Reinvention the key to teacher's success

As students across WA prepare to go back to classrooms in a couple of weeks, one familiar face won’t be there to greet Narrogin Senior High School students.

Teacher Ray McCall announced her retirement from full-time teaching just before Christmas after 60 years of helping children develop their intellect and life skills.

Mrs McCall said she would still do relief work but had a hard time convincing people she really was retiring.

“I still love teaching and I still love children but it’s time to step back,” she said. “Though nobody believes I will.”

It’s not the first time Mrs McCall has given away her job.

“When we came to Narrogin in 1958 I had been teaching in Perth and I really didn’t plan on teaching again and I’d planned to have another baby,” she said.

Mrs McCall said she came home from town one afternoon to be greeted by her husband, who said he had volunteered her expertise to the sisters of the local convent who needed a relief teacher.

She taught there for 10 years before resigning in 1969, but that lasted all of four days.

After stints as a deputy, acting principal and library teacher, she tried retiring again in 1999.

She was relief teaching at Narrogin SHS when the learning support co-ordinator resigned in 2006.

“And I’ve been there ever since,” she said.

How has she maintained the passion for teaching over six decades?

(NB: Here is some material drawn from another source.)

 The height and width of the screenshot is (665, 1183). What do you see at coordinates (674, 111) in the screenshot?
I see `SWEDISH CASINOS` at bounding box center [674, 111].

“I guess I’ve reinvented myself as a teacher several times.

In her long-spanning career, Mrs McCall has seen massive changes in education, including the shift from inkwells to biros, and then to computers.

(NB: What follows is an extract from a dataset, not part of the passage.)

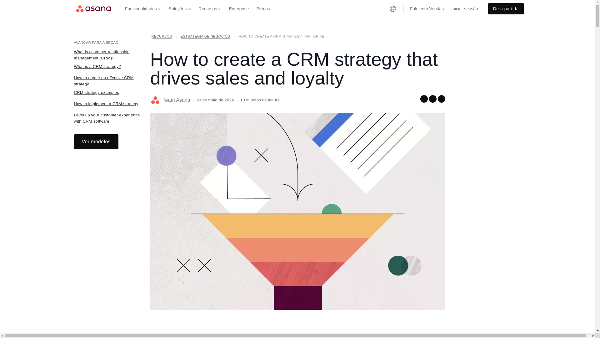 This screenshot has width=600, height=338. Describe the element at coordinates (239, 9) in the screenshot. I see `Enterprise` at that location.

“I have literally taught every grade from primary school to high school and I’ve been the library resource teacher,” she said.

“I helped computerise the libraries in the district, I worked in the district office, I’ve been a phys-ed teacher, I’ve been an art teacher, I’ve been a music teacher, and I’ve even had a go at Indonesian.”

“I just believe every child has a right to be good at something and as a teacher it is my job to find what it is.”